Sometimes, getting out of bed and reading or doing something else that distracts you from your sleep issues without getting you too revved up can be helpful

But it turns out that some sleep experts recommend an extra step for frequent middle-of-the-night risers such as myself. 

Clock-blocking (yes, really) could be the key to the night-long kip of our dreams, they say. 

What’s clock blocking?

It’s pretty hard to type the phrase with a straight face, but according to some studies, there could be some serious benefits to “clock blocking.” 

Looking at the time when you’ve woken up late at night can make you anxious, which spells bad news for your attempts at getting back to sleep. 

Dr Jake Deutsch told TechRadar: “Many people feel ‘pressure’ to sleep, and clocks can have a negative effect when patients are sensitive to this.” 

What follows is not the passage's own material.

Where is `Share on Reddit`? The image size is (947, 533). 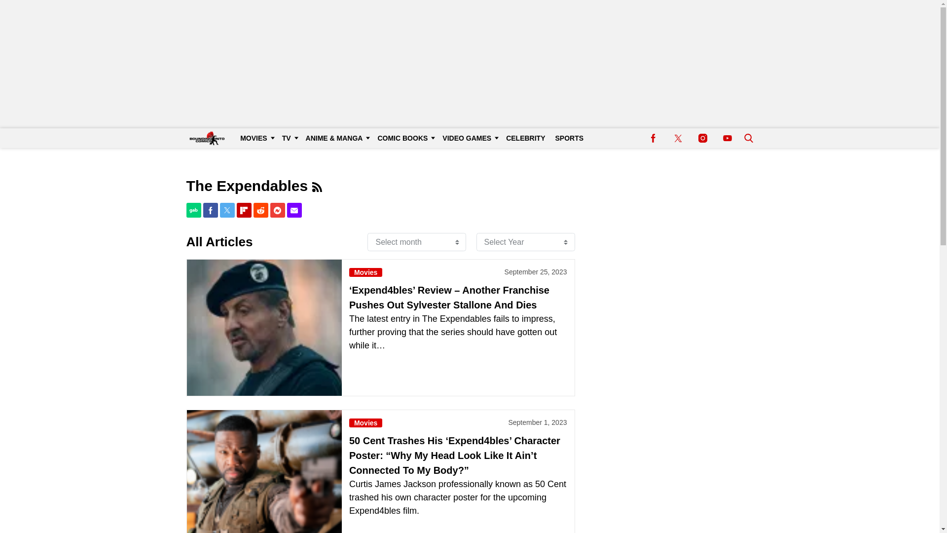
Share on Reddit is located at coordinates (261, 210).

We all know that scrolling through TikTok at 4 am isn’t conducive to a peaceful return to sleep, part in thanks to the brightness of your phone’s light. 

But if your clock’s face is making you just as anxious, experts like Dr Deutsch and Nerina Ramlakhan, physiologist and author of Fast Asleep, Wide Awake, recommend simply locking it away.

After all, watching the time “is one of the biggest disruptors to being able to get back to sleep,” Dr Ramlakhan told The Guardian.

Dr Deautsch agreed saying: “My sleep hacks include removing clocks, making the room pitch black, cooling the environment, and taking the phone out of the bedroom.”

What if I use an alarm clock?

Maybe you’ve resorted to using an analogue alarm clock to avoid that midnight web surf many of us are guilty of. 

This is a method Dr Ramlakhan actually approves of, but recommends you “turn it away from you.” 

“It’s not important to know the time. Learn to let go,” the doctor added.

After all, even saying things like “I always wake up at 3 am and can never get back to sleep” means you may be more likely to follow that pattern when you notice the time.